A franchise creator who does credit Kirby's work as an influence is "Game of Thrones" author George R. R. Martin, who as a teen even got his fan mail published in "Fantastic Four." Director Guillermo del Toro is a professed fan of Kirby's monster designs. Author Michael Chabon is also a dedicated fan and a collector of original Kirby art. His Pulitzer Prize-winning novel, "The Amazing Adventures of Kavalier & Clay," is based in part on Kirby's life and is dedicated to him in the afterword.

More than just an influence, Kirby was also at the heart of the pop art movement -- literally. Richard Hamilton's 1956 collage, "Just what is it that makes today's homes so different, so appealing?", considered the first significant pop art, includes at its center Kirby's cover of "Young Romance" #26. Roy Lichtenstein based his 1963 painting "Image Duplicator" on a Kirby panel from "Uncanny X-Men" #1.

Jack Kirby signs a comic for Diana Schutz at the Hilton San Francisco Union Square in 1982.

Kirby became a name among those in the know. (Johnny Carson, mistaking his "King of Comics" moniker to mean comedians, mocked him on "The Tonight Show" in 1982. He later apologized. Kirby also made a guest appearance as himself on Bob Newhart's sitcom "Bob.") In 1979, he was commissioned to create concept art for a big-screen adaptation of Roger Zelazny's science fiction novel, "Lord of Light" (ironically, spurred by the success of "Star Wars").

The same producer also hired him to design an entire theme park in Colorado called Science Fiction Land. Neither would come to fruition, but Kirby's art found an even better purpose. The CIA used it for its mock production of the film "Argo," a now-famous covert operation for the rescue of US embassy members from Tehran during the Iran hostage crisis.

In 2009 Disney bought Marvel, "The House That Jack Built," for $4.2 billion. Over the next decade it released 20 immensely successful films, culminating in 2019's "Avengers: Endgame," which alone earned $2.8 billion. Kirby's co-creations had become the biggest intellectual property in history -- something that Kirby, ever the visionary, predicted back in the sixties.

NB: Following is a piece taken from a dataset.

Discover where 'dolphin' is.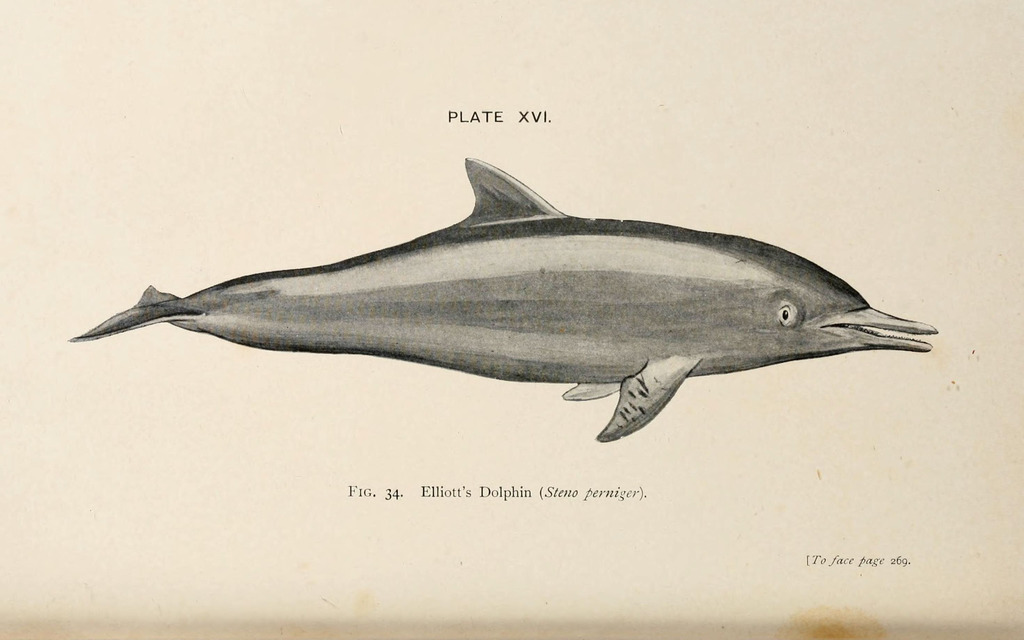
Discovered at bbox=[65, 152, 936, 444].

Kirby's significance to comics is like Shakespeare's to literature; the great master of the form, the virtuoso who coined much of its idioms and tropes, forever its highest standard. He may not be a household name but his influence, direct and indirect, can be seen practically everywhere. He is a founding father of modern popular culture. Like his latest creation to reach the big screen, the King's influence is eternal.